Implementing Automated Threat Detection for Suspicious API Client Activity Using Audit Logs
What This Guide Covers
This masterclass details the implementation of an Automated Threat Detection pipeline for Genesys Cloud API activity. By the end of this guide, you will be able to architect a system that monitors the Audit API for suspicious patterns-such as rapid-fire role changes, unusual data export requests, or API token generation from unexpected IP addresses. You will learn how to stream these logs to a SIEM (like Azure Sentinel or Splunk) and trigger automated “Kill-Switches” to disable compromised OAuth clients in real-time.
Prerequisites, Roles & Licensing
Threat detection requires high-fidelity visibility into platform-level administrative changes.
- Licensing: Genesys Cloud CX 1, 2, or 3.
- Permissions:
Security > Audit > ViewOAuth > Client > View/Edit
- OAuth Scopes:
security,oauth. - Infrastructure: A compute layer (AWS Lambda) and a SIEM or alerting engine (e.g., EventBridge).
The Implementation Deep-Dive
1. Identifying “High-Signal” Threat Indicators
Not all audit logs are security events. You must filter for “High-Signal” indicators that suggest a compromised credential or an insider threat.
Key Patterns to Monitor:
- Privilege Escalation: An OAuth client modifying its own role or assigning the
Master Adminrole to a user. - Data Exfiltration: Large-scale
GET /api/v2/analytics/conversations/details/jobsrequests outside of standard reporting windows. - Credential Harvesting: Frequent creation and deletion of OAuth clients.
- Anomalous Origin: Successful logins or API requests from IP ranges not associated with your corporate VPN or known regional offices.
2. Streaming Audit Logs to the Detection Engine
The native Audit UI is reactive. For threat detection, you need a proactive stream.
Implementation Pattern:
Use Genesys Cloud EventBridge Integration.
- Configure an EventBridge integration in Admin > Integrations.
- Subscribe to the
v2.audits.{id}topic. - Route the events to an AWS Lambda function for pattern matching.
3. Implementing the “Kill-Switch” Automation
If a specific OAuth Client ID is identified as the source of suspicious activity, the system must act before data loss occurs.
Logic Pattern (Node.js/Lambda):
// Step 1: Detect Attack (e.g., 50 role changes in 10 seconds)
if (eventCount > threshold && eventType === 'Role_Update') {
console.warn(`Suspicious activity detected for Client: ${compromisedClientId}`);
// Step 2: Disable the Client
await platformClient.putOAuthClient(compromisedClientId, {
name: "EMERGENCY_DISABLED_BY_SECURITY_BOT",
state: "disabled" // Immediately revokes all active tokens
});
// Step 3: Alert SOC
await sns.publish({
Message: `CRITICAL: OAuth Client ${compromisedClientId} has been disabled due to detected threat patterns.`
});
}
4. Integrating with SIEM for Behavioral Analysis
For complex threats (e.g., “Slow and Low” data scraping), you must aggregate Genesys Cloud logs with other corporate data.
Implementation Step:
Stream the filtered Audit logs to Azure Sentinel or Splunk using the Genesys Cloud S3 Export. Use the SIEM’s UEBA (User and Entity Behavior Analytics) to correlate a suspicious Genesys Cloud API request with a recent failed MFA attempt in Azure AD.
Validation, Edge Cases & Troubleshooting
Edge Case 1: The “False Positive” Deployment
- The failure condition: Your CI/CD pipeline triggers the kill-switch because it’s performing a bulk update of Architect flows (which looks like privilege escalation).
- The root cause: The detection engine doesn’t have a “Whitelist” for known automation IDs.
- The solution: Implement Client-ID Whitelisting. Explicitly exclude your known service account IDs from the automated kill-switch logic, while still maintaining logging for audit purposes.
Edge Case 2: EventBridge “At-Least-Once” Delivery
- The failure condition: Your Lambda function processes the same security event twice, triggering multiple alerts.
- The root cause: EventBridge guarantees at-least-once delivery, which can result in duplicates.
- The solution: Implement Idempotency in your Lambda. Store the
eventIdfrom the audit log in a DynamoDB table with a short TTL (e.g., 10 minutes) and discard any incoming events that match an existing ID.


- _DIRECTIONS_
Please output the lines shown below exactly as they appear.

Dataset items
_ _ _ _

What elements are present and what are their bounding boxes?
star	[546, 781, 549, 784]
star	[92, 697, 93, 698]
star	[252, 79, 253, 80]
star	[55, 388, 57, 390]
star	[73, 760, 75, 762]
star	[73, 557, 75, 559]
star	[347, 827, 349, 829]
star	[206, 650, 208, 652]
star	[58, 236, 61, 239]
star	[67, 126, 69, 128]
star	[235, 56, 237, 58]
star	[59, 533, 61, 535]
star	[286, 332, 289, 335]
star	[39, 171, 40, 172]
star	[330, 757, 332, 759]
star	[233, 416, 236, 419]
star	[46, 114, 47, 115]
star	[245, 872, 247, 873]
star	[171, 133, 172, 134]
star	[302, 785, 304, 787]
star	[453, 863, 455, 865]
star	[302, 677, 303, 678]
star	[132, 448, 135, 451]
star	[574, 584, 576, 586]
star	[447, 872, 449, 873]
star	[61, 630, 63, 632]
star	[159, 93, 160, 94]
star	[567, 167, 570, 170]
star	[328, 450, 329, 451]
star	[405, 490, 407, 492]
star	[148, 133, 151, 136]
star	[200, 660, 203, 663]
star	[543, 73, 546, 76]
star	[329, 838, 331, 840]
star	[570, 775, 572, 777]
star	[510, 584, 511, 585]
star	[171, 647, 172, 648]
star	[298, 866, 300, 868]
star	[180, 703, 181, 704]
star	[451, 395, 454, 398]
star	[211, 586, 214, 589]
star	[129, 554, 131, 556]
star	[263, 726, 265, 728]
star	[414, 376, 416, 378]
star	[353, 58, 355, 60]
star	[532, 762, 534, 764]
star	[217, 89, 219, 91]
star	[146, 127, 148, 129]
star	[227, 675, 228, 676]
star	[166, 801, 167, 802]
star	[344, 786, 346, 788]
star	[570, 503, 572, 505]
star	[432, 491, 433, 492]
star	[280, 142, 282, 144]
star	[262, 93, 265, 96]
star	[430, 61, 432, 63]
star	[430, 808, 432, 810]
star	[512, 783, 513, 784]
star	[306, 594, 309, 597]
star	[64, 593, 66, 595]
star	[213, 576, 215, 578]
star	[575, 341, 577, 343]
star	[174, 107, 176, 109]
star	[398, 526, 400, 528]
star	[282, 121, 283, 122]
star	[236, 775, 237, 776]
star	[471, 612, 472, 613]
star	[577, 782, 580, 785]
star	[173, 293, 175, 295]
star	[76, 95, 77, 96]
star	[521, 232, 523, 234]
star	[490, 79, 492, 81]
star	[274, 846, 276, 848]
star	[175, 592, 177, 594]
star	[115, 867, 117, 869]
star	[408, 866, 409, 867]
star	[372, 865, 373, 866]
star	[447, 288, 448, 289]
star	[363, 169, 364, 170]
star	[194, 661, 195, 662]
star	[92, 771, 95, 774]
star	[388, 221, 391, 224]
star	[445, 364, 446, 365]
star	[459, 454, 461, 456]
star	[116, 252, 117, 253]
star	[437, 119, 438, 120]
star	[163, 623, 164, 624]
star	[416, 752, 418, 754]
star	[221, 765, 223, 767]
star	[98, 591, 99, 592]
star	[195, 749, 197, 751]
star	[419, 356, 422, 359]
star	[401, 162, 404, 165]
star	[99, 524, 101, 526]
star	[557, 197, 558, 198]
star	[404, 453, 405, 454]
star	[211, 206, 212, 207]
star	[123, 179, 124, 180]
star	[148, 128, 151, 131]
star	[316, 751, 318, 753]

_ _ _ _

- _RESPONSE BELOW_
What elements are present and what are their bounding boxes?
star	[546, 781, 549, 784]
star	[92, 697, 93, 698]
star	[252, 79, 253, 80]
star	[55, 388, 57, 390]
star	[73, 760, 75, 762]
star	[73, 557, 75, 559]
star	[347, 827, 349, 829]
star	[206, 650, 208, 652]
star	[58, 236, 61, 239]
star	[67, 126, 69, 128]
star	[235, 56, 237, 58]
star	[59, 533, 61, 535]
star	[286, 332, 289, 335]
star	[39, 171, 40, 172]
star	[330, 757, 332, 759]
star	[233, 416, 236, 419]
star	[46, 114, 47, 115]
star	[245, 872, 247, 873]
star	[171, 133, 172, 134]
star	[302, 785, 304, 787]
star	[453, 863, 455, 865]
star	[302, 677, 303, 678]
star	[132, 448, 135, 451]
star	[574, 584, 576, 586]
star	[447, 872, 449, 873]
star	[61, 630, 63, 632]
star	[159, 93, 160, 94]
star	[567, 167, 570, 170]
star	[328, 450, 329, 451]
star	[405, 490, 407, 492]
star	[148, 133, 151, 136]
star	[200, 660, 203, 663]
star	[543, 73, 546, 76]
star	[329, 838, 331, 840]
star	[570, 775, 572, 777]
star	[510, 584, 511, 585]
star	[171, 647, 172, 648]
star	[298, 866, 300, 868]
star	[180, 703, 181, 704]
star	[451, 395, 454, 398]
star	[211, 586, 214, 589]
star	[129, 554, 131, 556]
star	[263, 726, 265, 728]
star	[414, 376, 416, 378]
star	[353, 58, 355, 60]
star	[532, 762, 534, 764]
star	[217, 89, 219, 91]
star	[146, 127, 148, 129]
star	[227, 675, 228, 676]
star	[166, 801, 167, 802]
star	[344, 786, 346, 788]
star	[570, 503, 572, 505]
star	[432, 491, 433, 492]
star	[280, 142, 282, 144]
star	[262, 93, 265, 96]
star	[430, 61, 432, 63]
star	[430, 808, 432, 810]
star	[512, 783, 513, 784]
star	[306, 594, 309, 597]
star	[64, 593, 66, 595]
star	[213, 576, 215, 578]
star	[575, 341, 577, 343]
star	[174, 107, 176, 109]
star	[398, 526, 400, 528]
star	[282, 121, 283, 122]
star	[236, 775, 237, 776]
star	[471, 612, 472, 613]
star	[577, 782, 580, 785]
star	[173, 293, 175, 295]
star	[76, 95, 77, 96]
star	[521, 232, 523, 234]
star	[490, 79, 492, 81]
star	[274, 846, 276, 848]
star	[175, 592, 177, 594]
star	[115, 867, 117, 869]
star	[408, 866, 409, 867]
star	[372, 865, 373, 866]
star	[447, 288, 448, 289]
star	[363, 169, 364, 170]
star	[194, 661, 195, 662]
star	[92, 771, 95, 774]
star	[388, 221, 391, 224]
star	[445, 364, 446, 365]
star	[459, 454, 461, 456]
star	[116, 252, 117, 253]
star	[437, 119, 438, 120]
star	[163, 623, 164, 624]
star	[416, 752, 418, 754]
star	[221, 765, 223, 767]
star	[98, 591, 99, 592]
star	[195, 749, 197, 751]
star	[419, 356, 422, 359]
star	[401, 162, 404, 165]
star	[99, 524, 101, 526]
star	[557, 197, 558, 198]
star	[404, 453, 405, 454]
star	[211, 206, 212, 207]
star	[123, 179, 124, 180]
star	[148, 128, 151, 131]
star	[316, 751, 318, 753]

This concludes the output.